Lesa Pamplin said every time her goddaughter served the ball during the match, the fan yelled a racist slur at her. The athlete was also threatened, she said, by a white male at the match, told to watch her back on the way to the team bus.

Reports say the fan was subsequently banned from future BYU sports events.

Good.

Reports say the fan was not immediately kicked out of the event, just that when Duke players complained, a police officer was positioned at the end of the visitors bench.

Tom Holmoe himself said it: not good enough.

“As children of God, we are responsible, it is our mission to love one another and treat everybody with respect and that didn’t happen,” the Cougars’ athletics director told fans before Saturday’s volleyball match. “We fell very short. ...

“I ask that everyone at any of our games who represents BYU, that you will have the courage to take a stand and be able to take care of each other and, more importantly, the guests, our guests, who we invite to come play here.”

What a pathetic episode at a school that already has more than a few issues with which to deal, issues to correct, issues to make right. BYU is not the only place such miserable happenings occur, but it should be a place, like any other, where they not only are not tolerated, but are dealt with at once, without delay.

Pal, you’re gone.

Now.

BYU issued a statement in the aftermath saying such behavior is absolutely unacceptable, that athletes should feel safe and welcome on BYU’s campus.

The statement was strong, the response at the event was weak.

“All of God’s children deserve love and respect, and BYU athletics is completely committed to leading out in abandoning attitudes and actions of prejudice of any kind and rooting out racism.
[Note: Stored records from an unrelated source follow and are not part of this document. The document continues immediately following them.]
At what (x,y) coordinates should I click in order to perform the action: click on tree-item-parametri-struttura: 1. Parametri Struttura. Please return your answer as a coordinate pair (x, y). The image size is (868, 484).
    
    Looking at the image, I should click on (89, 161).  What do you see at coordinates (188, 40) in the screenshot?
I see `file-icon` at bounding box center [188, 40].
When a student-athlete or fan comes to a BYU sporting event, we expect that they will be treated with love and respect and feel safe on our campus.

“To say we are extremely disheartened in the actions of a small number of fans in last night’s volleyball match in the Smith Fieldhouse between BYU and Duke is not strong enough language. We will not tolerate behavior of this kind. Specifically the use of a racial slur at any of our athletic events is absolutely unacceptable and BYU athletics holds a zero-tolerance approach to this behavior. We wholeheartedly apologize …”

Do more than apologize.

Quickly remove the perpetrator.

That did not happen.

“When [the] behavior was initially reported by Duke, there was no individual pointed out. Despite BYU security and event management’s efforts, they were not able to identify a perpetrator of racial slurs,” BYU said in a statement. “It wasn’t until after the game that an individual was identified by Duke who they believed were uttering the slurs and exhibiting problematic behaviors. That is the individual who has been banned. We understand that the Duke players’ experience is what matters here. They felt unsafe and hurt, and we were unable to address that during the game in a manner that was sufficient.”

Holmoe talked with Richardson on Saturday and that would have been a compelling conversation to listen in on.

“I’m the athletics director and I’m accountable for what happens in all our athletics events,” Holmoe said in that address to fans. “... I want you to know that this morning I visited with the young athlete on Duke’s team and her coach. If you would have met her, you would have loved her.”

Bottom line here is this: BYU, nor its fans, should or can allow anyone who demonstrates racist “attitudes and actions” to retain the privilege of occupying a seat at any game on campus.

The second anyone does, they must be shown the door.

In that moment, some of God’s children don’t deserve love and respect.

They deserve a couple of other things and they badly need something else: 1) a quick hook, 2) the sight of the other side of a slammed door that remains slammed, and 3) intensive therapy.